10. Ugi Fiumani - The Golden Hour, c. 1900-1930, Museo Revoltella, Trieste.
11.. Wanda Wulz - Three Hats, 1935.

05 November 2011

Face To Face

"...viewing a human face sets off a unique reaction in the human brain. This chemical reaction, not unlike addiction, occurs when we see a face or expression that pleases us, giving us a feeling of well-being. From infancy through old age, we are responsive to human features, sometimes with ambivalence, but always with meaning. " - anonymous collector


A.C., as I think of him (and his wife) are the anonymous benefactors who made possible a jewel-like  exhibition of portraits of all sorts at the Herbert Johnson Museum at Cornell University.  A small gallery suited the fifteen works, lending an intimacy to the experience even when, as is probably the case with a first century bust of Ptolemy of Mauretania, the intention was ceremonial.   Works of human revelation and contemplation, rather than formality and each one intended for the attentive viewer.

Four paintings by the German artist Max  Beckmann (1884-1950) are the centerpiece of the exhibition and suggest the qualities the collectors look for . A contemplative image of the artist's second wife Quappi, one of his friend the Alsatian engraver Sabine Hackenscmidt, and the two reproduced here.  A fiercely thoughtful gaze aimed straight at the viewer belies the height of his successful career, and hints  at the middle-aged Beckmann's attempt to understand the mystical aspects of life.  The Oyster-Eaters provides a challenge of another sort.  Quappi Beckmann lifts the oyster to her lips as Sabine Hackenschmidt looks on, eyebrow arched enigmatically.  A white-jacketed waiter stands behind.  What is last-noticed is an ominous gray face looming in the background that seems to represent all that came after the pinnacle of 1926 for these people.  The Nazis removed Beckmann from teaching and his works from museums, only to abuse them in displays of "Degenerate Art."   Years of living in poverty in Amsterdam efr the Beckmanns ended only when World War II ended.

This version of Incense by Belgian artist Fernand Khnopff (1858-1921)  was made ss a present for  his niece Gilberte Freson on the occasion of  her marriage in 1917.  The better known version  from 1898, which is at the Musee d'Orsay in Paris .  A more intimate and personal vision, a close-up rendered against a neutral background, the priestess seems younger and more approachable - fitting for a wedding gift.
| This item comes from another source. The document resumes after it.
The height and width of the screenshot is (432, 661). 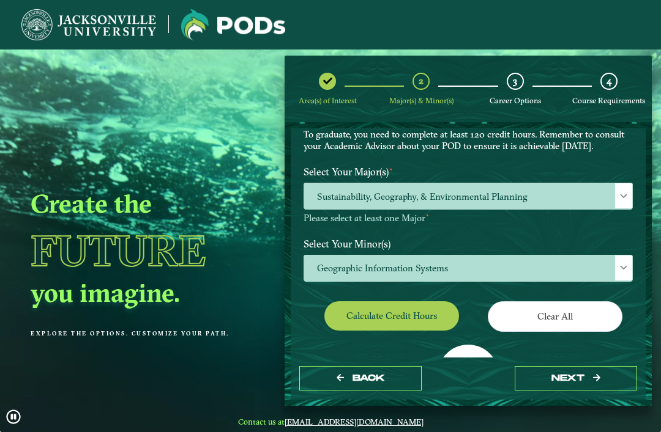 I want to click on span: Back, so click(x=368, y=378).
Balthus (1908-2001) often created images of young girls that are erotically charged.  Not so his Portrait of Rosabianca Skira, daughter of the renowned art published Albert Skira.  Balthus, the son of a Russian Jew,  fled the Nazi occupation of France during World War II for neutral Switzerland.  There Skira gave him employment on his new magazine Labyrinth.  The border painted around  the picture suggests a window sill, the  girl's arm  resting there.  She looks toward her future, which neither of us can see, with apparent calm, or perhaps the privacy of adolescence.

As with Balthus, so with Egon Schiele (1890-1918), it is the expressive faces that have joined this collection: Schiele's patron Karl Otten, Chief Inspector Benesh, and his frequent model Poldi, absorbed in thought.  Only in his clenched Self-Portrait does Schiele express the torment that we think of when we think of his work.  The arms, held tightly to his sides, are as expressive of emotion as the sound we imagine we hear coming from his mouth.




Face to Face, Herbert F. Johnson Museum, Ithaca, NY. , August 6 - October 30, 2011.
Images:
1. Max Beckmann - Self-portrait, 1926
2. Max Beckmann - The Oyster Eaters, 1943.
3. Fernand Khnopff - Incense, 1917. 
4. Balthus - Portrait of Rosabianca Skira, 1949.
5. Egon Schiele - Poldi, 1914
6. Egon Schiele - Self-portrait, 1910.